To make a custom domain work we'll need to set up an HTTP(s) load balancer in GCP. To get started navigate to the load balancing page in the GCP console and create a load balancer with button at the top.
screenshot of load balancer create button
Select "Start Configuration" on the HTTP(S) load balancer, which is the first option on the left. Keep the defaults selected on the first page.
Now you should be on a page that looks like this.
screen of "new HTTP(S) load balancer" page
On the "Frontend Configuration" tab give any name you'd like and change the protocol to "HTTPS (Includes HTTP/2)" and for "IP address" change it from "Ephemeral" to "Create IP Adress". Creating the IP address is easy, all you have to do is give it a name and Google with reserve a public static IP for you. Then click on the "Certificate" box and select "Create a new Certificate". In the modal, give the certificate a name and select "Create a google-managed certificate". In the "domains" box enter the domain you're planning to use with this with the subdomain included. Now certificate is being provisioned, this may take up to 24 hours but I found it took 30 minutes to 2 hours. Finally check the box for "Enable HTTP to HTTPS redirect"

We're done with the Frontend tab, so navigate to the "Backend configuration" tab, click on "Backend Services & Backend Buckets", and select "Create a Backend Bucket". In the Modal give the backend bucket a name, it can be the same as your cloud storage bucket if you want, but it doesn't have to be globally unique. Then select "BROWSE" for cloud storage bucket and select the bucket you created previously. To make this file host even more powerful, check the box for "Enable Cloud CDN" and click "Create".

In the "Routing Rules" tab click the "Add Host And Path Rule" button. In the host box enter your domain name with the subdomain you'r planning to use, in the path box enter "/*" to select all paths, and the backend bucket should be automatically selected as the backend.

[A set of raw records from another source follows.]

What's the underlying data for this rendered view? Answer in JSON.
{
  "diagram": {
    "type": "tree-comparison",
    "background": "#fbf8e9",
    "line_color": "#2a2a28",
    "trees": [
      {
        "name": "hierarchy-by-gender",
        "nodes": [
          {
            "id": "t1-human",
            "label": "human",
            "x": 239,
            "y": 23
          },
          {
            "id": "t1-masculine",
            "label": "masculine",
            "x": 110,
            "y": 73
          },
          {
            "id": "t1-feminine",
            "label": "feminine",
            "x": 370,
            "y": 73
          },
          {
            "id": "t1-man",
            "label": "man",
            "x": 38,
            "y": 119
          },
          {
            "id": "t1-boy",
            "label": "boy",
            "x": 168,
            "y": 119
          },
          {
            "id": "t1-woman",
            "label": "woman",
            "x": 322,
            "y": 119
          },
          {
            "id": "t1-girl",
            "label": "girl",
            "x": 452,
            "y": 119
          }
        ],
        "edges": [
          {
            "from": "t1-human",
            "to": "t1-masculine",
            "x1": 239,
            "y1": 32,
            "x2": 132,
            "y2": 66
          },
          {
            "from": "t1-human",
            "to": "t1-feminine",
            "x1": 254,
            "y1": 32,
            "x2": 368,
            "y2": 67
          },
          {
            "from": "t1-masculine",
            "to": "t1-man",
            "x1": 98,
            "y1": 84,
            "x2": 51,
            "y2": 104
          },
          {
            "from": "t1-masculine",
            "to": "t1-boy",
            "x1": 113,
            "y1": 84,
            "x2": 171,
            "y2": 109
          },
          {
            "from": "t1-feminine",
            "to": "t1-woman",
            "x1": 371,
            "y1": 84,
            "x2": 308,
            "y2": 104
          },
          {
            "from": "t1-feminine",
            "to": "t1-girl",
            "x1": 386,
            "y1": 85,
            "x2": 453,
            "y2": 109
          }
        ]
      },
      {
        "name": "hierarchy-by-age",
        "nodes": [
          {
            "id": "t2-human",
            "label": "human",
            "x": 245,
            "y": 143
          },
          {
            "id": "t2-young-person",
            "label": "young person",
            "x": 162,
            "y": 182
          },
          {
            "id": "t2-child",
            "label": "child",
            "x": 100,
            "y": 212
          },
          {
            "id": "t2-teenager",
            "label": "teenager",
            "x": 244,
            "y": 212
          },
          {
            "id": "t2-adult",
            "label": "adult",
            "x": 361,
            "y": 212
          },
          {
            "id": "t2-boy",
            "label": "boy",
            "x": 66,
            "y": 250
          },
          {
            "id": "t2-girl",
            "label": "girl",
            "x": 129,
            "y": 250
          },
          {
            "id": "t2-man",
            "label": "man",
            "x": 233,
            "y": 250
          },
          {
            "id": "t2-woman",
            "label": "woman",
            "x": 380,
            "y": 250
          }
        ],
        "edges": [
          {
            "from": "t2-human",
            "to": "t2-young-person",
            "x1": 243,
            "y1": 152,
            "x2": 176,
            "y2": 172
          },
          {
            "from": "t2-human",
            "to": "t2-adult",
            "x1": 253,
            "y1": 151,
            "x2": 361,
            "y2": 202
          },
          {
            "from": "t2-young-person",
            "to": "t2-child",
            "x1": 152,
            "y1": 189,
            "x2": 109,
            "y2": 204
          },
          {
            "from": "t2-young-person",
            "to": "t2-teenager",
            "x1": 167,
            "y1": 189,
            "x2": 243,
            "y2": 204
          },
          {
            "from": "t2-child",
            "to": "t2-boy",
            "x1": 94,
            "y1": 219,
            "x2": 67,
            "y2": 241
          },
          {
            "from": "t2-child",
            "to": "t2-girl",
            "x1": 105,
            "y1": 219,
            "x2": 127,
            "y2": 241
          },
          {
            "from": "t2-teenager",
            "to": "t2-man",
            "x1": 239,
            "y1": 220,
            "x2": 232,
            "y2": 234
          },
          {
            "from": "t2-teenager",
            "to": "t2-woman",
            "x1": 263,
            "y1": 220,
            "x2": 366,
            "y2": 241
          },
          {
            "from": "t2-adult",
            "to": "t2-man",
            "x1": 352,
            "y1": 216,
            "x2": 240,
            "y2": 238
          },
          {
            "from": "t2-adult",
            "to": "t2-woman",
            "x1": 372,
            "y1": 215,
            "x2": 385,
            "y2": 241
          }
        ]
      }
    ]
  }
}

Now We're done in the GCP console, all that is left is to setup DNS for your domain. For that copy the IP address Google reserved for you earlier and add an "A" record in your DNS settings with the subdomain as the host and IP address.

Now you just have to wait for the SSL certificate to finish provisioning, which as I said before will hopefully take 30 minutes to 2 hours.

Congrats! you now have a file sharing server with a custom domain. To bring it all home take a look at the url for all the images in this tutorial and you'll see that I'm sharing them from cdn.davidsnyder.tech, which is my personal File Host.